Short sellers made a fortune everywhere this year except energy

Short sellers have made $405 billion betting against the market in 2022, earning mark-to-market profits in all but one sector: gravity-defying energy.

Skyrocketing oil and gas stocks have burned short sellers to the tune of $18 billion this year, according to S3 Partners data, forcing money managers betting on a correction in the best-performing sector in the economy to cover their positions in October.

The excessive losses drove about $1.1 billion in short-covering this month, according to Ihor Dusaniwsky, S3 Partners’ managing director of predictive analyst.

Bearish bets against energy stocks hit a two-year high at 3.9% in September, according to S&P Global Intelligence.

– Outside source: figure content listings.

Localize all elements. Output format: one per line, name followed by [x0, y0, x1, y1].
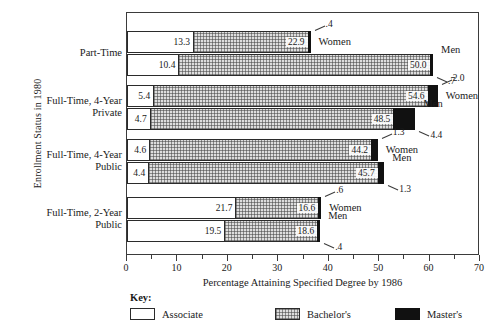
segment-value-label: 16.6 [297, 203, 319, 213]
category-label: Full-Time, 4-Year Public [12, 149, 122, 173]
bar-row[interactable]: 21.716.6 [127, 197, 321, 219]
x-tick-minor [454, 255, 455, 259]
segment-value-label: 48.5 [372, 114, 394, 124]
masters-value-callout: .6 [336, 185, 343, 196]
masters-segment[interactable] [371, 139, 378, 161]
x-tick-label: 70 [464, 262, 494, 273]
x-tick-major [429, 255, 430, 261]
legend-item-label: Associate [162, 309, 203, 320]
series-group-label: Men [328, 210, 347, 221]
segment-value-label: 22.9 [286, 37, 308, 47]
masters-value-callout: 2.0 [453, 73, 465, 84]
x-tick-label: 40 [313, 262, 343, 273]
bars-layer: 13.322.9.4Women10.450.0.7Men5.454.62.0Wo… [127, 13, 478, 254]
legend-item-label: Master's [427, 309, 462, 320]
x-tick-label: 30 [262, 262, 292, 273]
masters-value-callout: 4.4 [430, 130, 442, 141]
segment-value-label: 44.2 [349, 145, 371, 155]
legend-item[interactable]: Master's [395, 308, 462, 320]
bar-row[interactable]: 13.322.9 [127, 31, 311, 53]
bar-row[interactable]: 5.454.6 [127, 85, 438, 107]
segment-value-label: 4.7 [135, 114, 150, 124]
x-tick-major [479, 255, 480, 261]
associate-swatch [130, 308, 155, 320]
masters-value-callout: .4 [335, 242, 342, 253]
category-label-group: Part-TimeFull-Time, 4-Year PrivateFull-T… [8, 0, 122, 260]
associate-segment[interactable]: 13.3 [127, 31, 194, 53]
x-axis-title: Percentage Attaining Specified Degree by… [126, 277, 479, 288]
bachelors-segment[interactable]: 16.6 [235, 197, 319, 219]
masters-value-callout: 1.3 [393, 127, 405, 138]
masters-segment[interactable] [308, 31, 311, 53]
x-tick-label: 50 [363, 262, 393, 273]
associate-segment[interactable]: 10.4 [127, 54, 179, 76]
bar-row[interactable]: 19.518.6 [127, 220, 320, 242]
masters-segment[interactable] [378, 162, 385, 184]
bachelors-segment[interactable]: 50.0 [178, 54, 430, 76]
legend-item[interactable]: Bachelor's [275, 308, 351, 320]
x-tick-minor [303, 255, 304, 259]
bar-row[interactable]: 4.748.5 [127, 108, 415, 130]
legend-items: AssociateBachelor'sMaster's [130, 308, 460, 324]
series-group-label: Women [446, 90, 478, 101]
associate-segment[interactable]: 21.7 [127, 197, 236, 219]
masters-segment[interactable] [318, 197, 321, 219]
masters-segment[interactable] [430, 54, 434, 76]
bachelors-segment[interactable]: 54.6 [153, 85, 428, 107]
chart-figure: Enrollment Status in 1980 Part-TimeFull-… [0, 0, 503, 336]
associate-segment[interactable]: 5.4 [127, 85, 154, 107]
series-group-label: Men [441, 44, 460, 55]
associate-segment[interactable]: 4.7 [127, 108, 151, 130]
plot-area: 13.322.9.4Women10.450.0.7Men5.454.62.0Wo… [126, 12, 479, 255]
masters-swatch [395, 308, 420, 320]
x-tick-major [176, 255, 177, 261]
x-tick-label: 20 [212, 262, 242, 273]
x-tick-minor [202, 255, 203, 259]
callout-leader-line [325, 192, 335, 197]
series-group-label: Men [392, 152, 411, 163]
series-group-label: Women [319, 36, 351, 47]
x-tick-label: 60 [414, 262, 444, 273]
bar-row[interactable]: 4.644.2 [127, 139, 378, 161]
bachelors-segment[interactable]: 22.9 [193, 31, 308, 53]
category-label: Full-Time, 2-Year Public [12, 207, 122, 231]
category-label: Part-Time [12, 47, 122, 59]
segment-value-label: 50.0 [408, 60, 430, 70]
bachelors-segment[interactable]: 18.6 [224, 220, 318, 242]
category-label: Full-Time, 4-Year Private [12, 95, 122, 119]
callout-leader-line [314, 26, 324, 31]
bar-row[interactable]: 4.445.7 [127, 162, 384, 184]
x-tick-major [227, 255, 228, 261]
callout-leader-line [324, 243, 334, 248]
legend-item[interactable]: Associate [130, 308, 203, 320]
segment-value-label: 21.7 [216, 203, 236, 213]
bar-row[interactable]: 10.450.0 [127, 54, 433, 76]
x-tick-major [378, 255, 379, 261]
legend-title: Key: [130, 292, 460, 303]
x-tick-minor [403, 255, 404, 259]
masters-segment[interactable] [317, 220, 320, 242]
segment-value-label: 4.6 [134, 145, 149, 155]
x-tick-major [328, 255, 329, 261]
segment-value-label: 19.5 [205, 226, 225, 236]
bachelors-segment[interactable]: 45.7 [148, 162, 378, 184]
associate-segment[interactable]: 4.4 [127, 162, 149, 184]
x-tick-minor [252, 255, 253, 259]
legend: Key: AssociateBachelor'sMaster's [130, 292, 460, 324]
bachelors-segment[interactable]: 48.5 [150, 108, 395, 130]
segment-value-label: 13.3 [173, 37, 193, 47]
segment-value-label: 10.4 [159, 60, 179, 70]
segment-value-label: 4.4 [133, 168, 148, 178]
x-tick-minor [353, 255, 354, 259]
segment-value-label: 18.6 [296, 226, 318, 236]
x-tick-minor [151, 255, 152, 259]
x-tick-label: 0 [111, 262, 141, 273]
associate-segment[interactable]: 4.6 [127, 139, 150, 161]
masters-value-callout: 1.3 [399, 184, 411, 195]
callout-leader-line [388, 185, 398, 190]
segment-value-label: 5.4 [138, 91, 153, 101]
associate-segment[interactable]: 19.5 [127, 220, 225, 242]
segment-value-label: 45.7 [356, 168, 378, 178]
bachelors-segment[interactable]: 44.2 [149, 139, 372, 161]
x-tick-major [277, 255, 278, 261]
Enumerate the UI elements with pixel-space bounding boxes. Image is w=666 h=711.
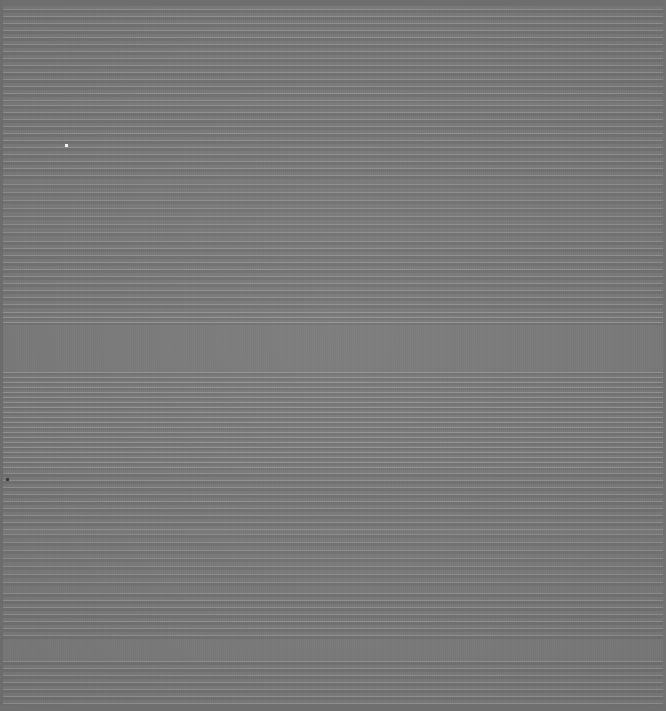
band-gap-lower (0, 640, 666, 658)
white-pixel-artifact (65, 144, 68, 147)
band-lower-fine (0, 470, 666, 530)
band-post-gap (0, 370, 666, 395)
band-gap-upper (0, 325, 666, 370)
band-pre-gap (0, 310, 666, 325)
band-top-fine (0, 6, 666, 102)
band-center-fine (0, 238, 666, 310)
band-lower-wide (0, 530, 666, 590)
bottom-edge-border (0, 705, 666, 711)
band-lower-mid (0, 590, 666, 640)
top-edge-border (0, 0, 666, 6)
band-upper-mid (0, 102, 666, 180)
screen-capture (0, 0, 666, 711)
dark-pixel-artifact (6, 478, 9, 481)
band-upper-wide (0, 180, 666, 238)
band-dense (0, 395, 666, 470)
band-bottom-fine (0, 658, 666, 705)
left-edge-border (0, 0, 3, 711)
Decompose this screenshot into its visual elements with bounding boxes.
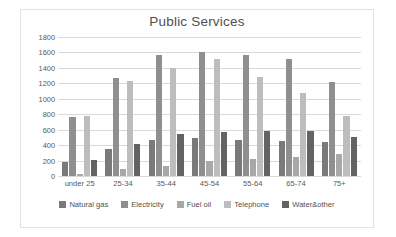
legend-label: Water&other (292, 200, 334, 209)
bar (91, 160, 97, 176)
bar (336, 154, 342, 176)
chart-container: Public Services 180016001400120010008006… (20, 9, 374, 228)
bar (243, 55, 249, 176)
x-axis-tick-label: 55-64 (243, 179, 262, 188)
bar (343, 116, 349, 176)
legend-item[interactable]: Natural gas (59, 200, 108, 209)
x-axis-tick-labels: under 2525-3435-4445-5455-6465-7475+ (58, 179, 361, 193)
bar-group (101, 37, 144, 176)
legend-item[interactable]: Fuel oil (177, 200, 211, 209)
bar-group (231, 37, 274, 176)
bar (113, 78, 119, 176)
bar (351, 137, 357, 176)
legend-item[interactable]: Telephone (224, 200, 269, 209)
bar (149, 140, 155, 176)
bar-group (188, 37, 231, 176)
y-axis-tick-label: 0 (23, 172, 55, 181)
y-axis-tick-label: 400 (23, 141, 55, 150)
bar (120, 169, 126, 176)
bar (322, 142, 328, 176)
y-axis-tick-label: 800 (23, 110, 55, 119)
bar (170, 68, 176, 176)
chart-legend: Natural gasElectricityFuel oilTelephoneW… (21, 200, 373, 209)
legend-label: Electricity (131, 200, 164, 209)
bar (127, 81, 133, 176)
bar-group (274, 37, 317, 176)
legend-swatch-icon (177, 201, 184, 208)
y-axis-tick-label: 1400 (23, 63, 55, 72)
bar (199, 52, 205, 176)
bar (279, 141, 285, 176)
bar (214, 59, 220, 176)
x-axis-tick-label: 25-34 (113, 179, 132, 188)
bar (77, 174, 83, 176)
bar (307, 131, 313, 176)
x-axis-tick-label: 35-44 (156, 179, 175, 188)
bar (293, 157, 299, 176)
x-axis-tick-label: 75+ (333, 179, 346, 188)
bar (329, 82, 335, 176)
bar (221, 132, 227, 176)
legend-label: Telephone (234, 200, 269, 209)
legend-swatch-icon (59, 201, 66, 208)
bar (105, 149, 111, 176)
legend-item[interactable]: Electricity (121, 200, 164, 209)
legend-swatch-icon (282, 201, 289, 208)
legend-label: Natural gas (69, 200, 108, 209)
x-axis-tick-label: 45-54 (200, 179, 219, 188)
plot-area (58, 37, 361, 176)
y-axis-tick-label: 1000 (23, 94, 55, 103)
x-axis-tick-label: 65-74 (286, 179, 305, 188)
bar (264, 131, 270, 176)
gridline (58, 176, 361, 177)
legend-label: Fuel oil (187, 200, 211, 209)
legend-swatch-icon (121, 201, 128, 208)
bar (69, 117, 75, 176)
bar (250, 159, 256, 176)
bar (163, 166, 169, 176)
legend-item[interactable]: Water&other (282, 200, 334, 209)
bar (156, 55, 162, 176)
bar (286, 59, 292, 176)
bar (257, 77, 263, 176)
bar (84, 116, 90, 176)
bar (62, 162, 68, 176)
y-axis-tick-label: 1600 (23, 48, 55, 57)
x-axis-tick-label: under 25 (65, 179, 95, 188)
y-axis-tick-label: 1800 (23, 33, 55, 42)
bar (192, 138, 198, 176)
y-axis-tick-label: 1200 (23, 79, 55, 88)
bar-group (318, 37, 361, 176)
bar-group (145, 37, 188, 176)
y-axis-tick-label: 200 (23, 156, 55, 165)
bar (235, 140, 241, 176)
y-axis-tick-label: 600 (23, 125, 55, 134)
bar (206, 161, 212, 176)
y-axis-tick-labels: 180016001400120010008006004002000 (21, 37, 55, 176)
bar (177, 134, 183, 176)
bar-group (58, 37, 101, 176)
bar (300, 93, 306, 176)
legend-swatch-icon (224, 201, 231, 208)
chart-title: Public Services (21, 14, 373, 29)
bar (134, 144, 140, 176)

The sector has soared over 58% so far this year as fuel costs rose, making it the only group in the S&P 500 index to advance and amid a 19% drop for the benchmark gauge. Energy was the third-most shorted sector in the market on bets that a recession could tip oil prices downward.

Yet, energy stocks have not stopped their market-beating rally, climbing more than 20% in October as the best-performing S&P sector this month and causing additional pain for traders wagering on a decline.

Investors piled into losing short bets in the sector, especially the large integrated firms, such as Occidental Petroleum Corp., Exxon Mobil Corp. and Chevron Corp. Each of those stocks climbed. And if the energy rally continues, S3 expects to see more short covering.

“Wrong side short bets lost 37.5% while winning short bets only returned 12.5% in 2022,” Dusaniwsky said. “Unless short sellers were great stock pickers, even a portfolio of short energy stocks was a losing proposition.”